TEAM LEADER : Pierre-Louis Tharaux and Eric Camerer
Mail : pierre-louis.tharaux@inserm.fr /or/ eric.camerer@inserm.fr
PHONE :
THARAUX: +33 6 89 50 29 48
CAMERER: +33 1 53 98 80 48
Localisation :
Tharaux lab: 2nd floor, room 219
Camerer lab: 3rd floor, room 361
DOCTORAL SCHOOL : Ecole Doctorale Bio Sorbonne Paris Cité (BioSPC)
The PL Tharaux and O Lenoir group study the pathophysiological mechanisms of glomerular injury in rare glomerulopathies and common chronic kidney diseases (CKD).
Rapidly progressive crescentic glomerulonephritis (CGN) and focal segmental glomerulosclerosis (FSGS) are severe kidney diseases responsible for irreversible renal failure, which is also a major risk factor for cardiovascular mortality. CGN can even result in a loss of kidney function within days or weeks. Despite the aggressiveness of immunosuppressive protocols applied, treatments against CGN have limited effectiveness. Similarly, there is no approved, specific treatment for FSGS.
We aim to identify druggable pathways and markers of pathogenic glomerular epithelial cells in CGN and FSGS.
Diabetic nephropathy is the leading cause of end-stage renal disease in industrialized countries. Hypertension is a common comorbidity factor of diabetes and diabetic patients with poorly controlled blood pressure commonly present more severe and unclassical renal complications, highlighting the main role of hemodynamic factors to promote glomerular injury. Despite the strong prevalence of diabetic nephropathy worldwide and the emergence of the recent sodium glucose cotransporter 2 inhibitors and glucagon-like peptide 1 receptor agonists, providing significant but only partial efficacy to prevent cardiovascular events and kidney failure, there are currently no therapies to specifically prevent glomerular cells injury during diabetes and hypertension.
We aim to identify mechanisms of kidney cells tolerance during diabetes and hypertension.
We dissected mechanisms driving the development of extracapillary lesions in FSGS and CGN. We addressed the key question of how parietal epithelial cells (PECs) invade glomerular capillaries, promoting injury and kidney failure.
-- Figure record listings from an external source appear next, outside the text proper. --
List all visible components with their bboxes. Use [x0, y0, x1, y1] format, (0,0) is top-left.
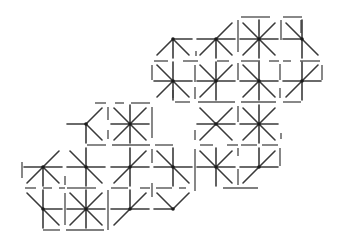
puzzle-board[interactable]: [0, 0, 345, 250]
hub-dot-icon: [84, 165, 88, 169]
hub-dot-icon: [128, 207, 132, 211]
puzzle-cell-r2c5[interactable]: [238, 103, 280, 145]
hub-dot-icon: [171, 37, 175, 41]
hub-dot-icon: [257, 79, 261, 83]
puzzle-cell-r3c0[interactable]: [22, 146, 64, 188]
hub-dot-icon: [41, 207, 45, 211]
hub-dot-icon: [171, 207, 175, 211]
hub-dot-icon: [257, 122, 261, 126]
hub-dot-icon: [214, 122, 218, 126]
puzzle-cell-r1c3[interactable]: [152, 60, 194, 102]
hub-dot-icon: [128, 122, 132, 126]
puzzle-cell-r3c2[interactable]: [109, 146, 151, 188]
hub-dot-icon: [128, 165, 132, 169]
puzzle-cell-r3c3[interactable]: [152, 146, 194, 188]
hub-dot-icon: [257, 165, 261, 169]
puzzle-cell-r0c5[interactable]: [238, 18, 280, 60]
hub-dot-icon: [214, 165, 218, 169]
hub-dot-icon: [214, 79, 218, 83]
puzzle-cells: [22, 18, 323, 230]
puzzle-cell-r0c3[interactable]: [152, 18, 194, 60]
hub-dot-icon: [300, 79, 304, 83]
hub-dot-icon: [214, 37, 218, 41]
hub-dot-icon: [171, 165, 175, 169]
hub-dot-icon: [41, 165, 45, 169]
puzzle-cell-r4c0[interactable]: [22, 188, 64, 230]
hub-dot-icon: [84, 122, 88, 126]
puzzle-cell-r2c2[interactable]: [109, 103, 151, 145]
hub-dot-icon: [84, 207, 88, 211]
puzzle-cell-r1c4[interactable]: [195, 60, 237, 102]
puzzle-cell-r3c1[interactable]: [65, 146, 107, 188]
puzzle-cell-r3c5[interactable]: [238, 146, 280, 188]
puzzle-cell-r2c4[interactable]: [195, 103, 237, 145]
puzzle-cell-r3c4[interactable]: [195, 146, 237, 188]
hub-dot-icon: [257, 37, 261, 41]
puzzle-cell-r4c2[interactable]: [109, 188, 151, 230]
puzzle-cell-r0c6[interactable]: [281, 18, 323, 60]
hub-dot-icon: [300, 37, 304, 41]
hub-dot-icon: [171, 79, 175, 83]
puzzle-cell-r1c6[interactable]: [281, 60, 323, 102]
puzzle-cell-r0c4[interactable]: [195, 18, 237, 60]
puzzle-cell-r2c1[interactable]: [65, 103, 107, 145]
puzzle-cell-r1c5[interactable]: [238, 60, 280, 102]
puzzle-cell-r4c1[interactable]: [65, 188, 107, 230]
puzzle-cell-r4c3[interactable]: [152, 188, 194, 230]
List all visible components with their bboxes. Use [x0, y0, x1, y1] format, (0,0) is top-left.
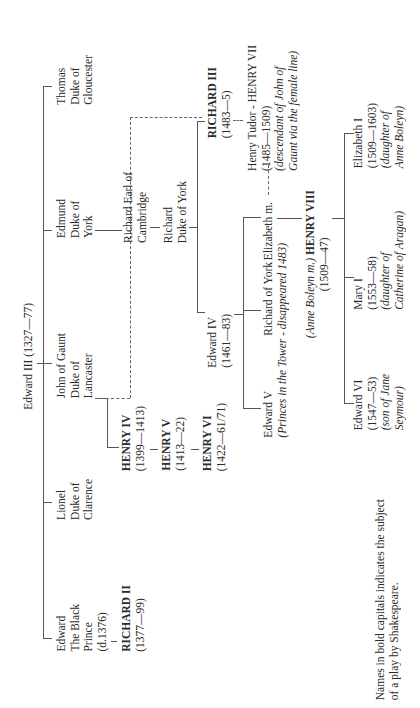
connector — [243, 310, 261, 311]
node-richard-of-york: Richard of York — [262, 262, 276, 336]
connector — [95, 230, 122, 231]
node-richard-duke-of-york: Richard Duke of York — [162, 181, 189, 243]
connector — [243, 408, 261, 409]
dashed-connector — [130, 117, 202, 118]
node-richard-ii: RICHARD II (1377—99) — [120, 585, 147, 652]
node-thomas: Thomas Duke of Gloucester — [55, 55, 96, 105]
node-elizabeth-of-york: Elizabeth m. — [262, 202, 276, 260]
connector — [277, 218, 302, 219]
connector — [197, 121, 205, 122]
connector — [107, 398, 108, 447]
node-henry-iv: HENRY IV (1399—1413) — [120, 406, 147, 471]
node-henry-tudor: Henry Tudor - HENRY VII (1485—1509) (des… — [246, 45, 300, 171]
connector — [189, 227, 197, 228]
dashed-connector — [130, 117, 131, 398]
connector — [150, 449, 158, 450]
footnote: Names in bold capitals indicates the sub… — [374, 499, 401, 700]
connector — [332, 218, 344, 219]
node-richard-earl-of-cambridge: Richard Earl of Cambridge — [122, 172, 149, 243]
node-john-of-gaunt: John of Gaunt Duke of Lancaster — [55, 333, 96, 398]
connector — [43, 363, 52, 364]
node-mary-i: Mary I (1553—58) (daughter of Catherine … — [352, 211, 406, 310]
dashed-connector — [268, 165, 269, 195]
node-henry-viii: (Anne Boleyn m.) HENRY VIII (1509—47) — [304, 190, 331, 338]
node-henry-v: HENRY V (1413—22) — [160, 417, 187, 471]
connector — [197, 312, 205, 313]
connector — [43, 86, 52, 87]
node-edward-vi: Edward VI (1547—53) (son of Jane Seymour… — [352, 374, 406, 430]
connector — [43, 502, 52, 503]
connector — [243, 217, 244, 408]
connector — [243, 217, 261, 218]
connector — [197, 121, 198, 312]
node-black-prince: Edward The Black Prince (d.1376) — [55, 604, 109, 652]
connector — [191, 449, 199, 450]
node-elizabeth-i: Elizabeth I (1509—1603) (daughter of Ann… — [352, 103, 406, 168]
connector — [344, 133, 345, 403]
connector — [43, 230, 52, 231]
connector — [111, 641, 117, 642]
connector — [107, 447, 119, 448]
node-edward-iv: Edward IV (1461—83) — [206, 314, 233, 368]
dashed-connector — [95, 398, 130, 399]
connector — [234, 314, 243, 315]
dashed-connector — [233, 120, 243, 121]
node-edmund: Edmund Duke of York — [55, 199, 96, 238]
node-henry-vi: HENRY VI (1422—61/71) — [201, 403, 228, 471]
node-richard-iii: RICHARD III (1483—5) — [206, 67, 233, 138]
node-edward-iii: Edward III (1327—77) — [22, 303, 36, 410]
connector — [150, 227, 160, 228]
connector — [43, 638, 52, 639]
node-lionel: Lionel Duke of Clarence — [55, 479, 96, 520]
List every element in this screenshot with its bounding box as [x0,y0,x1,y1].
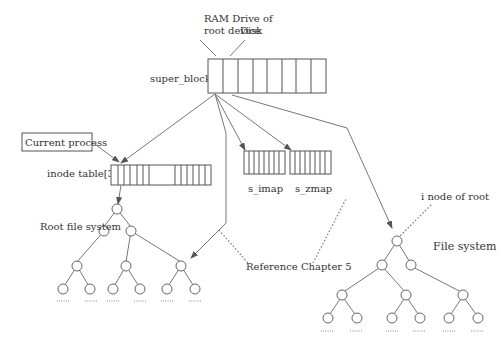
sb-to-inode-arrow [121,94,215,163]
root-file-system-tree [57,185,202,301]
inode-table-array [111,165,211,185]
reference-dotted-left [219,230,248,263]
inode-of-root-label: i node of root [421,191,489,202]
s-imap-label: s_imap [248,183,283,195]
file-system-label: File system [433,240,497,253]
current-process-box: Current process [22,133,107,151]
ram-drive-pointer [200,40,216,56]
s-zmap-array [290,151,331,174]
sb-to-imap-arrow [215,94,245,150]
file-system-diagram: RAM Drive of root device Disk super_bloc… [0,0,504,351]
s-zmap-label: s_zmap [295,183,332,195]
super-block-array [208,59,326,93]
disk-pointer [230,40,245,56]
ram-drive-label: RAM Drive of [204,13,274,24]
current-process-label: Current process [25,137,107,148]
reference-label: Reference Chapter 5 [246,261,352,272]
disk-label: Disk [240,25,263,36]
inode-of-root-pointer [398,205,431,238]
s-imap-array [244,151,285,174]
reference-dotted-right [313,199,346,263]
root-file-system-label: Root file system [40,221,122,232]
We showed that expression of the tetraspanin CD9 increases markedly in PECs in mouse models of CGN and FSGS and in the kidneys of individuals diagnosed with these diseases. Cd9 gene targeting in PECs prevents glomerular damage in CGN and FSGS mouse models. Mechanistically, CD9 deficiency prevents the oriented migration of PECs into the glomerular tuft and their acquisition of CD44 and β1 integrin expression. These findings highlight a critical role for de novo expression of CD9 as a common pathogenic switch driving the PEC phenotype in CGN and FSGS while offering a potential therapeutic avenue to treat these conditions. Our findings reinforce this paradigm that “activation” of resident glomerular cells play a key role in disease progression and extend the concept by examining interactions between surrounding cellular and molecular systems involved in RPGN.
We uncovered the roles of the ET-1 receptors in myeloid cells in vascular diseases. Myeloid ETB receptors command the concentration of the ET-1 vasoconstrictor in the arterial wall and tissues. Two studies demonstrated the key role for the myeloid ETB receptors in the control of systemic vascular resistance and blood pressure as well as in hypertensive kidney and retina injuries.
We highlighted mechanisms of podocyte injury in chronic kidney disease linking the hypertensive and diabetic environment to the dysregulation of podocyte autophagy. We demonstrated that aberrant calpain activation in podocytes promotes autophagy impairment and subsequent podocyte injury. Calpain inhibition restored podocyte autophagy, limiting podocyte injury in disease models of hypertension and diabetes.
In 2020-21, PL Tharaux co-constructed the CORIMUNO-19 Collaborative Group and thereby contributed to a series of randomised clinical trials to test the efficacy of immunomodulatory drugs in preventing severe forms of COVID-19 and collaborated to investigate the immunopathology of COVID-19. Some of these seminal studies were initiated by B Terrier.